PowerPointers

April 2, 2007 by  

Did PowerPoint kill the astronauts? Scary thought.

Edward Tufte, “visual display of information” guru, certainly thinks so. I just finished reading his essay, The Cognitive Style of PowerPoint: Pitching Out Corrupts Within, and he all but accused the software of murder.

Tufte contends that PowerPoint presentations filter and “good news-ize” complex information to the point that it misleads. It was this, he says, that caused NASA leaders to assume that broken-off insulation caused no significant damage to the space shuttle Columbia. In fact the insulation had caused critical damage, and the Columbia burned up on re-entry, killing all seven crew members.

Tufte’s main point is that some data–especially technical data–simply doesn’t lend itself to six bullet points on a slide. In those cases, PowerPoint summations can be dangerous. Businesses that rely on PowerPoint to deliver critical information, he says, aren’t doing much more than guesstimating. Pretty nasty conclusion, especially given the fact that 95 percent of businesspeople I’ve worked with pretty much live in PowerPoint.

When I first started working for a big multinational, I was astonished at how many software tools these guys didn’t use. PointPoint was the way they wrote reports, calculated budgets, viewed charts and images, communicated decisions…basically if you couldn’t do it in Outlook, you did it in PowerPoint.

Tufte recommends tossing PowerPoint out on its digital ear and forcing employees to talk to people, write text reports, fill in spreadsheets, etc. Not a bad idea, but there’s a lot of corporate inertia to overcome in making that happen.

I’ve spent a lot of time (blush) teaching engineers how to make better PowerPoint slides with that six-lines-to-a-slide-no-clip-art stuff. Obviously my time would have been better spent teaching them how to communicate effectively without slides…but take a slideshow away from an engineer and you have one nakedly uncomfortable engineer up there on the podium. So we did the best we could.

But that’s not PowerPoint’s fault. That’s the fault of overworked employees taking the easy road. It’s the fault of managers allowing employees to get away with it, and it’s the fault of senior managers for structuring organizations so that no one has time to really understand the data flowing through the business.

Or to paraphrase the NRA: PowerPoint doesn’t kill people, PEOPLE kill….

--

Comments

No Responses to “PowerPointers”

  1. Gary Brown on April 3rd, 2007 8:02 am

    Ah… Tufte! Anyone in the business of making presentations, designing websites, or making brochures should read his books and articles.

    The PowerPoint article reminds of when I was a young geophysicist with Mobil oil. I’d done some analysis that was a bit dubious…but maybe not. When I presented it to my boss in its raw and hand-written form it was ignored. When I took the exact same data and punched it up on some cards and ran it though the IBM computer printer so that it was nice and neat on green-bar paper it was immediately accepted as gospel because THE COMPUTER HAD PRINTED IT. Same crap data… different presentation. Go figure…

  2. Cynthia on April 3rd, 2007 8:36 am

    Tufte, I have to admit, is one of my heroes. I absolutely agree with his conclusion, but his solution–PowerPoint has become the corporate lingua franca, today’s equivalent of your green-bar paper, and we’re not going to get rid of it that easily.

    Nor, frankly, should we. If every corporate whatever has become a communicator, then they should learn how to communicate instead of hiding behind a poor li’l ole’ software program…

  3. Lauri Levanto on October 22nd, 2007 12:42 am

    I spent 5 years teaching MS Office to Nokia engineers. During that time I NEVER used a slide when teaching Powerpoint.

    I had to pass some information, and drive it in. PP is not a tool for that

    -lauri

  4. Cynthia Morgan on October 22nd, 2007 9:46 pm

    I would agree, Lauri. I think an exceptional PowerPoint presentation can be an incredible teaching tool…but the number of exceptional PowerPoint presentation I’ve seen in the last ten years can probably be counted on both hands. (including my own–blush–)

    It’s all about picking the right tools to deliver the information…and sometimes PPT just isn’t the right tool.

Feel free to leave a comment...
and oh, if you want to show yourself with your comment, go get a gravatar!
Otherwise I'll add a small, lonely little monster.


What to do
Your answer must repeat the full listing, line for line.

Material for this task
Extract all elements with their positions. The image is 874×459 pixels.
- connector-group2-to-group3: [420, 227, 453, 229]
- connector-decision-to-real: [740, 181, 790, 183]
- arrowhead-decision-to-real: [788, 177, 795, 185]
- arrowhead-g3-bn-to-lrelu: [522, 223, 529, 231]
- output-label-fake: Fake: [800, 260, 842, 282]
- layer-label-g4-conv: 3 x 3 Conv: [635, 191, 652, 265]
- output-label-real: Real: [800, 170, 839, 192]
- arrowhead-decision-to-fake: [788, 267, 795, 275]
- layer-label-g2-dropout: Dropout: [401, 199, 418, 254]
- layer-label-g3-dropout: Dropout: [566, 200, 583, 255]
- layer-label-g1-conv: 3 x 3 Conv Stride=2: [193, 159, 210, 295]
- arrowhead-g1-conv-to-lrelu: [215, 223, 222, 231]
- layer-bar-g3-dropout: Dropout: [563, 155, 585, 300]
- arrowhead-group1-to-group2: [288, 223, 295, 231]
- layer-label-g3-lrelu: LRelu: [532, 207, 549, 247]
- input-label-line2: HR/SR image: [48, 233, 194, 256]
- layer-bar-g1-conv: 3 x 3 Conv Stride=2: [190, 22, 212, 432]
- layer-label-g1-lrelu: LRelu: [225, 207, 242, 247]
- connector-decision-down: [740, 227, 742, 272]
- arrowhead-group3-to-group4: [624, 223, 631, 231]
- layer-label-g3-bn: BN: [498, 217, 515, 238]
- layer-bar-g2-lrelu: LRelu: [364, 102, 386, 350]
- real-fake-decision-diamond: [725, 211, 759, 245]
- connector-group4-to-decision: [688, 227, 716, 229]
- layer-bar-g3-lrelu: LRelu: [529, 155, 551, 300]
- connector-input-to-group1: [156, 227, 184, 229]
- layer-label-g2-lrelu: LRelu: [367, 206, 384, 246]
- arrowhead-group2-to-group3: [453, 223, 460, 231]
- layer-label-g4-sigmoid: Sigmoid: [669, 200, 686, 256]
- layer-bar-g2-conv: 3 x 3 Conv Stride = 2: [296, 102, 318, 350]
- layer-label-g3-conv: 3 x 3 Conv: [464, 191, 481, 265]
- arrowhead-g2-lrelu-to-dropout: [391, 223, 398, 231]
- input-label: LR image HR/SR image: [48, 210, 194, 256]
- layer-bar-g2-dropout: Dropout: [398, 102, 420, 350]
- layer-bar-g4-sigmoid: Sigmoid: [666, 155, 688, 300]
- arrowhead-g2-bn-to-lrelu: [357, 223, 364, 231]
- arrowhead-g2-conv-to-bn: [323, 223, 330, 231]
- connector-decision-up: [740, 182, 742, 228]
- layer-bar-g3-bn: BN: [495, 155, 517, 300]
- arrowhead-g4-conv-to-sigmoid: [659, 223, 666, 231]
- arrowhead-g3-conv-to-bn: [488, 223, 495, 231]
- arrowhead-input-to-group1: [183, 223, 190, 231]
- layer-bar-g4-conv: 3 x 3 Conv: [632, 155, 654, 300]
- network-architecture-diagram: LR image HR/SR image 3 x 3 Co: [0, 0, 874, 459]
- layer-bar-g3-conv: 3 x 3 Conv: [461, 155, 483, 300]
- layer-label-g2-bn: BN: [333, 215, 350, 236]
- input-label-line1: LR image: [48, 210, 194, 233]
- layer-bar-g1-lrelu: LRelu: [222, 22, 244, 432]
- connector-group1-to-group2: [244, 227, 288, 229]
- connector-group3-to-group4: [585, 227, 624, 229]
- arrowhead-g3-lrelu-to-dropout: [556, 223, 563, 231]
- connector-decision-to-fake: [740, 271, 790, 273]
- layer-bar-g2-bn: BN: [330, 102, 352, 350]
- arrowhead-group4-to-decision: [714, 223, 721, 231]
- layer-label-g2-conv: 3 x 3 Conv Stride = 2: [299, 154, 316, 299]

Result for this exercise
Extract all elements with their positions. The image is 874×459 pixels.
- connector-group2-to-group3: [420, 227, 453, 229]
- connector-decision-to-real: [740, 181, 790, 183]
- arrowhead-decision-to-real: [788, 177, 795, 185]
- arrowhead-g3-bn-to-lrelu: [522, 223, 529, 231]
- output-label-fake: Fake: [800, 260, 842, 282]
- layer-label-g4-conv: 3 x 3 Conv: [635, 191, 652, 265]
- output-label-real: Real: [800, 170, 839, 192]
- arrowhead-decision-to-fake: [788, 267, 795, 275]
- layer-label-g2-dropout: Dropout: [401, 199, 418, 254]
- layer-label-g3-dropout: Dropout: [566, 200, 583, 255]
- layer-label-g1-conv: 3 x 3 Conv Stride=2: [193, 159, 210, 295]
- arrowhead-g1-conv-to-lrelu: [215, 223, 222, 231]
- layer-bar-g3-dropout: Dropout: [563, 155, 585, 300]
- arrowhead-group1-to-group2: [288, 223, 295, 231]
- layer-label-g3-lrelu: LRelu: [532, 207, 549, 247]
- input-label-line2: HR/SR image: [48, 233, 194, 256]
- layer-bar-g1-conv: 3 x 3 Conv Stride=2: [190, 22, 212, 432]
- layer-label-g1-lrelu: LRelu: [225, 207, 242, 247]
- connector-decision-down: [740, 227, 742, 272]
- arrowhead-group3-to-group4: [624, 223, 631, 231]
- layer-label-g3-bn: BN: [498, 217, 515, 238]
- layer-bar-g2-lrelu: LRelu: [364, 102, 386, 350]
- real-fake-decision-diamond: [725, 211, 759, 245]
- connector-group4-to-decision: [688, 227, 716, 229]
- layer-bar-g3-lrelu: LRelu: [529, 155, 551, 300]
- connector-input-to-group1: [156, 227, 184, 229]
- layer-label-g2-lrelu: LRelu: [367, 206, 384, 246]
- arrowhead-group2-to-group3: [453, 223, 460, 231]
- layer-label-g4-sigmoid: Sigmoid: [669, 200, 686, 256]
- layer-bar-g2-conv: 3 x 3 Conv Stride = 2: [296, 102, 318, 350]
- layer-label-g3-conv: 3 x 3 Conv: [464, 191, 481, 265]
- arrowhead-g2-lrelu-to-dropout: [391, 223, 398, 231]
- input-label: LR image HR/SR image: [48, 210, 194, 256]
- layer-bar-g2-dropout: Dropout: [398, 102, 420, 350]
- layer-bar-g4-sigmoid: Sigmoid: [666, 155, 688, 300]
- arrowhead-g2-bn-to-lrelu: [357, 223, 364, 231]
- arrowhead-g2-conv-to-bn: [323, 223, 330, 231]
- connector-decision-up: [740, 182, 742, 228]
- layer-bar-g3-bn: BN: [495, 155, 517, 300]
- arrowhead-g4-conv-to-sigmoid: [659, 223, 666, 231]
- arrowhead-g3-conv-to-bn: [488, 223, 495, 231]
- arrowhead-input-to-group1: [183, 223, 190, 231]
- layer-bar-g4-conv: 3 x 3 Conv: [632, 155, 654, 300]
- network-architecture-diagram: LR image HR/SR image 3 x 3 Co: [0, 0, 874, 459]
- layer-bar-g3-conv: 3 x 3 Conv: [461, 155, 483, 300]
- layer-label-g2-bn: BN: [333, 215, 350, 236]
- input-label-line1: LR image: [48, 210, 194, 233]
- layer-bar-g1-lrelu: LRelu: [222, 22, 244, 432]
- connector-group1-to-group2: [244, 227, 288, 229]
- connector-group3-to-group4: [585, 227, 624, 229]
- arrowhead-g3-lrelu-to-dropout: [556, 223, 563, 231]
- connector-decision-to-fake: [740, 271, 790, 273]
- layer-bar-g2-bn: BN: [330, 102, 352, 350]
- arrowhead-group4-to-decision: [714, 223, 721, 231]
- layer-label-g2-conv: 3 x 3 Conv Stride = 2: [299, 154, 316, 299]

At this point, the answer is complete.